What is relativism?
Shortly before he was elected pope, Cardinal Joseph Ratzinger delivered a withering denunciation of relativism. For those unfamiliar with even the blunter points of philosophy, what was he driving at?
Moral relativism is the idea that moral principles have no objective standard, so states its dictionary definition.
In its extreme, the view that there are no hard and fast rules on what is right and wrong, on which values are set and should be fought for.
It is in contrast to absolutism, that there is one truth.
One man's meat...
Relativism is "Different opinions, no one authority, and as many 'truths' as there are people or societies or cultures advancing different ways of doing things," says Simon Blackburn, Professor of Philosophy at Cambridge University.
It is easy, he says, "to give relativism a slogan: Beauty lies in the eye of the beholder. One man's meat is another man's poison." And when that is applied to ethics, then goodness, virtue and duty also lie in the eye of the beholder.
So, for the western liberal, living under western liberal influences, with western liberal opinions, he says, contraception and abortion are in, but for the Catholic Church, they are out.
In his sermon ahead of the conclave to choose a new Pope, the then Cardinal Joseph Ratzinger warned of the need to preserve the Church's traditional Catholic tenets against modern trends, against the "dictatorship of relativism".
Moral standards, Catholic conservatives believe, should be perfect and unchanging.
At the same time, relativism was being attacked in the British general election campaign.

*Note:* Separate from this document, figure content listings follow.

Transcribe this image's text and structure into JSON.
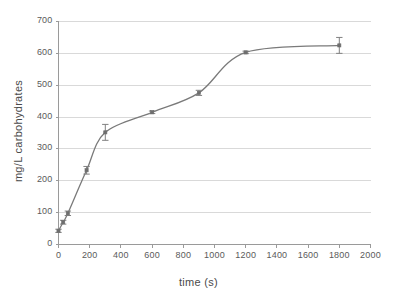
{
  "chart_data": {
    "type": "scatter",
    "title": "",
    "subtitle": "",
    "xlabel": "time (s)",
    "ylabel": "mg/L carbohydrates",
    "xlim": [
      0,
      2000
    ],
    "ylim": [
      0,
      700
    ],
    "xticks": [
      0,
      200,
      400,
      600,
      800,
      1000,
      1200,
      1400,
      1600,
      1800,
      2000
    ],
    "yticks": [
      0,
      100,
      200,
      300,
      400,
      500,
      600,
      700
    ],
    "xtick_labels": [
      "0",
      "200",
      "400",
      "600",
      "800",
      "1000",
      "1200",
      "1400",
      "1600",
      "1800",
      "2000"
    ],
    "ytick_labels": [
      "0",
      "100",
      "200",
      "300",
      "400",
      "500",
      "600",
      "700"
    ],
    "grid": {
      "horizontal": true,
      "vertical": false,
      "color": "#d9d9d9"
    },
    "legend": {
      "visible": false,
      "position": "none",
      "entries": []
    },
    "annotations": [],
    "series": [
      {
        "name": "carbohydrates",
        "marker": "square",
        "line_style": "smooth",
        "color": "#7a7a7a",
        "error_bars": true,
        "x": [
          0,
          30,
          60,
          180,
          300,
          600,
          900,
          1200,
          1800
        ],
        "y": [
          43,
          70,
          98,
          233,
          352,
          415,
          476,
          603,
          625
        ],
        "yerr": [
          5,
          6,
          7,
          12,
          25,
          4,
          8,
          4,
          25
        ]
      }
    ]
  },
  "colors": {
    "line": "#7a7a7a",
    "marker": "#6e6e6e",
    "error_bar": "#808080",
    "grid": "#d9d9d9",
    "axis": "#9a9a9a",
    "text": "#555555",
    "background": "#ffffff"
  }
}
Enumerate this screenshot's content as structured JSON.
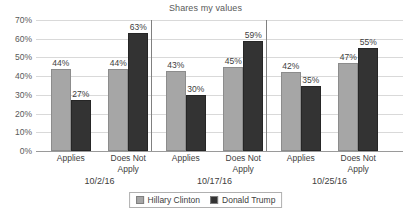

Under it, said Michael Howard, leader of the Conservative Party, traditional British values are "being trashed" as "the victims have become the aggressors and the aggressors have become the victims"
Plato's problem
On education, much is made of a lack of discipline in schools at a time when parents can challenge the teachers who used to be a figure of absolute authority.
The arguments' theme is not new. Two and a half thousand years ago, Professor Blackburn points out, Plato opposed relativism in his Dialogues when he sought "one true opinion, real knowledge, real authority" and wanted to establish the error of other opinions.
In the Reformation, Martin Luther argued authority came from each believer, from the bottom up, not from the top down, as Church heads would have it.
As Julian Baggini, editor of The Philosopher's Magazine, highlights, relativism grew under "early globalisation" when explorers discovered other cultures had different standards and morals, a catalyst to reconsider their own.
In the late 20th Century, postmodernism had academics arguing that there is no one truth, just many interpretations. And in politics, some cast the impeachment of President Clinton as an absolutist attempt to establish right over wrong.
Crude picture
But philosophers warn against painting a crude black and white contrast between one absolute truth and the rest - bagging together all "relativists".
"The problem is that it's not just a contrast to absolutism," says Baggini.
Relativism, he says, gets "a bad name" from opponents like the church who cast it only as "an anything goes" approach to moral questions. The reality has a much more diverse set of views, he says.
That bad name, he believes, is "perhaps the biggest example of philosophical illiteracy".